Basic Concept #42: Don’t Confuse Drama with Urgency

The Crisis That Wasn’t

I learned this lesson during what should have been a straightforward system maintenance window.

It started with an email marked “URGENT: CRITICAL SYSTEM FAILURE” from the business operations manager. The subject line continued: “Need IMMEDIATE response – system down affecting all users.” My phone started buzzing with Slack notifications. The message said our e-commerce platform was experiencing “catastrophic failures” and customers couldn’t complete purchases.

This was exactly the kind of situation that justified dropping everything. Revenue was directly impacted. Customer experience was suffering. I immediately called the emergency response team and started our incident management protocol. We pulled engineers from other projects, escalated to senior management, and began working through our crisis checklist.
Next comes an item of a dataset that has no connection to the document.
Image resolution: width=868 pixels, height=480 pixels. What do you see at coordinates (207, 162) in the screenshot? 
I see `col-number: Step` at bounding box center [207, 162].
But when we started investigating, something didn’t add up. The monitoring dashboards showed normal system performance. Customer transaction logs were processing normally. The only “failure” we could find was a single error message that appeared briefly on one page of the checkout process—and only for users with specific browser configurations.
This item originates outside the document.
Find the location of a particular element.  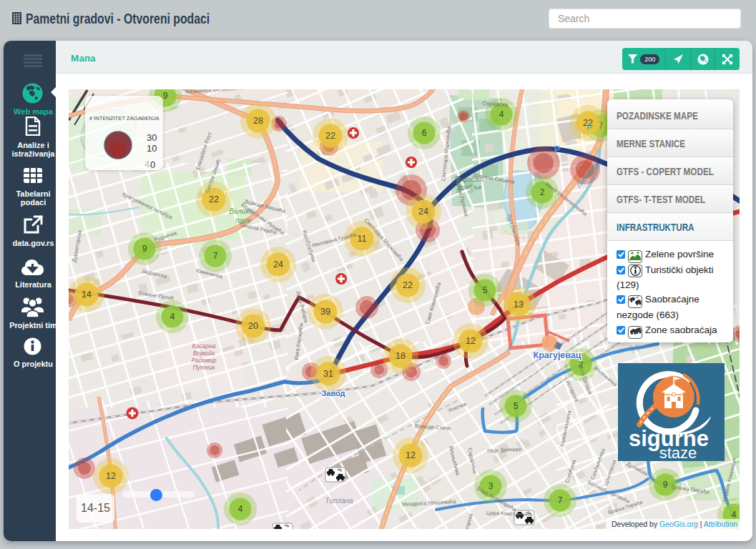

svg-text: staze is located at coordinates (678, 452).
After two hours of investigation, we discovered what had actually happened. The operations manager had received a complaint from one customer who couldn’t complete their purchase. Instead of troubleshooting the issue systematically, she escalated it immediately using crisis language. The “catastrophic system failure affecting all users” was actually a minor UI bug affecting less than 1% of customers with older browsers.

Meanwhile, our emergency response had pulled the entire engineering team away from a legitimate deadline—preparing for a planned database migration that had real external constraints and actual consequences if delayed.

I realized I’d been manipulated by manufactured urgency. The operations manager had used crisis language and emotional escalation to get immediate attention for what was essentially routine troubleshooting. Her poor time management and anxiety about customer complaints had become my emergency.

That expensive lesson taught me: drama masquerades as urgency, and if you can’t tell the difference, you’ll spend your career reacting to other people’s emotional escalation while neglecting work that actually matters.